Posts Tagged ‘rivka galchen’

In this week’s New Yorker

December 5, 2013

The highlights of the issue are:

* “The Big Sleep,” Ian Parker’s long article about the workings of sleep medications, in particular Ambien;

* Rivka Galchen’s short story “The Late Novels of Gene Hackman”;

* Hilton Als’s review of the Broadway revival of Waiting for Godot, which has fresh things to say about Beckett and the play, while confirming my suspicions about the performances of Patrick Stewart and Ian McKellen;

and an unusually good crop of cartoons:
photo 5 photo 2 photo 3 photo 4photo 1 (1)

In this week’s New Yorker

May 9, 2013

The best reading is “Every Disease on Earth,” Rivka Galchen’s piece on Elmhurst Hospital in Queens, which apparently serves the most ethnically diverse population of any in the world, and Dr. Joseph Lieber (below, photo by Stephanie Sinclair), a dedicated resident and ace diagnostician.

dr joseph lieber

Also of interest: Ryan Lizza’s profile of Colorado’s governor, John Hickenlooper, and the state’s political shift in recent years over issues of guns, gay marriage, and marijuana; Dexter Filkins’ “The Thin Red Line,” about the Obama Administration’s internal debate over what to do about Syria; Joan Acocella writing amusingly, as ever, about the new burlesque scene in downtown Manhattan (“Take It Off”); and Kelefa Sanneh’s Critic at Large essay on anarchism, reviewing a number of books inspired by the Occupy movement and explicating the crucial distinctions between vertical and horizontal movements.

bull in china shop

In this week’s New Yorker

March 15, 2012

Two strong reporting pieces anchor this week’s New Yorker: James B. Stewart’s pitilessly detailed explanation (“Tax Me If You Can”) of how super-wealthy New Yorkers try to get out of paying NYC residential taxes and Francisco Goldman’s absorbing story, “Children of the Dirty War,” about the ardent and unflagging efforts of the mothers and grandmothers of Argentina’s “disappeared” population murdered by the military junta between 1976 to 1983. Goldman’s story focuses on how babies born to mothers who were then “disappeared” were given to childless couples in the military and political elite, and how the advent of DNA testing has allowed the Abuelas de Plaza de Mayo to reunite those children with what remains of their birth families. In particular, Goldman zeroes in on two (now-grown) children adopted by the head of Argentina’s Clarin media empire, who have become their own surreal tabloid story.

I also enjoyed David Owen’s essay on scars, which matches my own pervy appreciation of scars, my own and others, because of the extremely individual personal history they tell, written on the body. Rivka Galchen’s short story “Appreciation” also hilariously captures the contemporary New York (American?) fixation on money, income, and tax bracket.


To do: Each line below that includes the word "Resources" adds one to the count; give that count and nothing else.

Given information:
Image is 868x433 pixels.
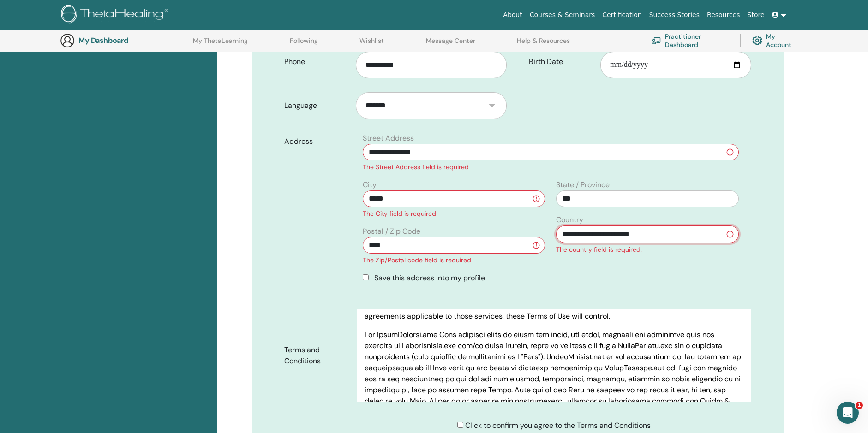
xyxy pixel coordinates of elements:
[744,7,768,23] a: Store
[556,180,610,191] label: State / Province
[78,36,171,45] h3: My Dashboard
[752,33,762,47] img: cog.svg
[599,7,645,23] a: Certification
[837,402,859,424] iframe: Intercom live chat
[290,37,318,52] a: Following
[651,31,729,51] a: Practitioner Dashboard
[363,256,545,265] div: The Zip/Postal code field is required
[277,342,358,370] label: Terms and Conditions
[277,97,356,115] label: Language
[363,209,545,219] div: The City field is required
[645,7,703,23] a: Success Stories
[363,133,414,144] label: Street Address
[465,421,650,431] span: Click to confirm you agree to the Terms and Conditions
[556,215,583,226] label: Country
[359,37,384,52] a: Wishlist
[517,37,569,52] a: Help & Resources
[363,180,377,191] label: City
[277,133,358,150] label: Address
[60,33,74,48] img: generic-user-icon.jpg
[522,53,601,71] label: Birth Date
[374,273,485,283] span: Save this address into my profile
[363,226,420,237] label: Postal / Zip Code
[499,7,526,23] a: About
[61,4,171,26] img: logo.png
[651,37,661,45] img: chalkboard-teacher.svg
[526,7,599,23] a: Courses & Seminars
[193,37,247,52] a: My ThetaLearning
[426,37,475,52] a: Message Center
[855,402,863,409] span: 1
[277,53,356,71] label: Phone
[556,245,738,255] div: The country field is required.
[752,31,799,51] a: My Account
[703,7,744,23] a: Resources
[363,162,738,172] div: The Street Address field is required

Solution to the exercise: 2